Ben looked over Sam’s shoulder and saw the young man in jeans and a work shirt.
“Wait, there’s a man on the other side…Daddy, it looks like they fell yesterday.”
“The lack of humidity helps preserve the bodies. Go on, Tom.”
Tom let the rope slide further. “That’s one hundred feet.”
“Tom, move the rope to the left about ten feet.”
“What do you guys see?”
“Looks like a bar of gold stuck in some trash,” Ben said.
In the now swaying light, Sam and Ben saw a twenty-pound ingot with the words “Property of the United States Treasury” clearly stamped on one side.
“I’ll be damned.” Tom whispered.
For the next twenty minutes, Tom let the camera and light descend into the darkness. At regular intervals, Sam and Ben saw the history of the Jasper unfold before their eyes. They saw nine complete bodies, body parts that had snagged on ledges, and tons of mining equipment littering the now narrowing hole. They saw hundreds of beer cans, cigarette butts, newspapers, furniture, an old pickup truck, building materials, and the hood of a Chevy pickup.
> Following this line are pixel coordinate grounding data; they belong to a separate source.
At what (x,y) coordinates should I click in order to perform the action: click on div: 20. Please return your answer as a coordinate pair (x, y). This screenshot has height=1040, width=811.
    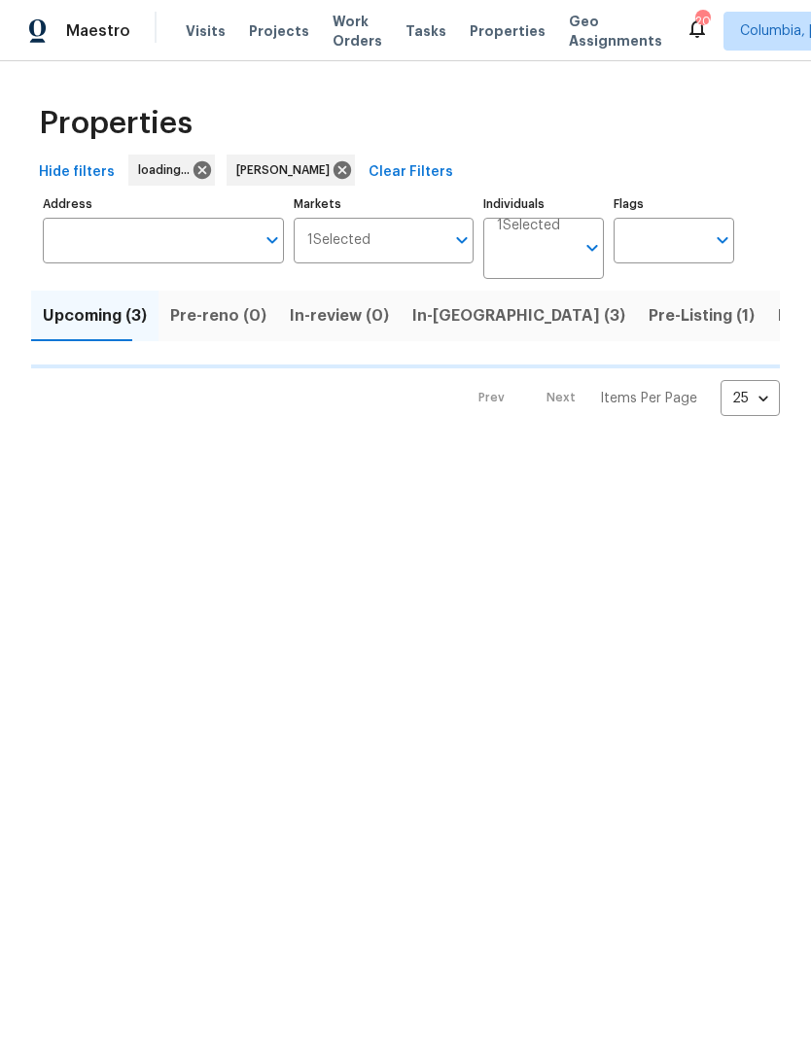
    Looking at the image, I should click on (702, 21).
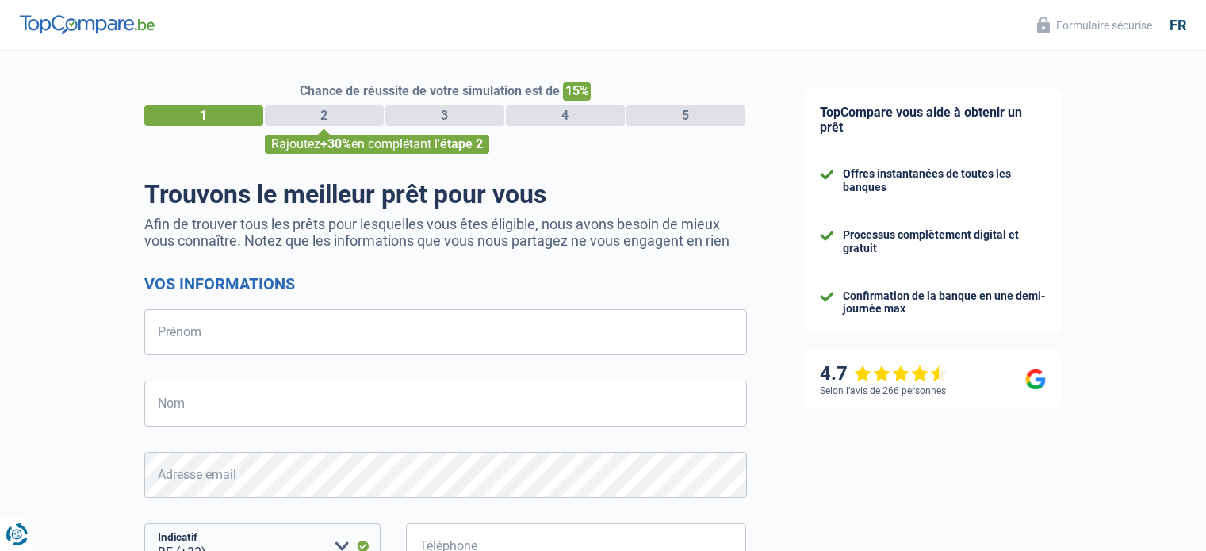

They also saw a second bar of gold and a piece of a third.
At three hundred feet, the camera and lights began to spin, slowly at first then wildly, creating a dizzying spectacle on Sam’s computer screen of more flotsam that had fallen into the pit and been hooked by other trash or outcroppings. “The wind’s picked up and the opening is widening,” Ben said.
With camera and lights still pointing down and the rope at 450 feet, the bottom of the pit was still not visible.
“We’re almost out of rope. Any sign of bottom?” Tom asked.
“No, and we’re losing our signal. Let go of the rope, Tom.”
“What?”
“You won’t be able to pull up the camera and lights anyway, not with all those obstructions. Just let it go and maybe we can see where it lands.”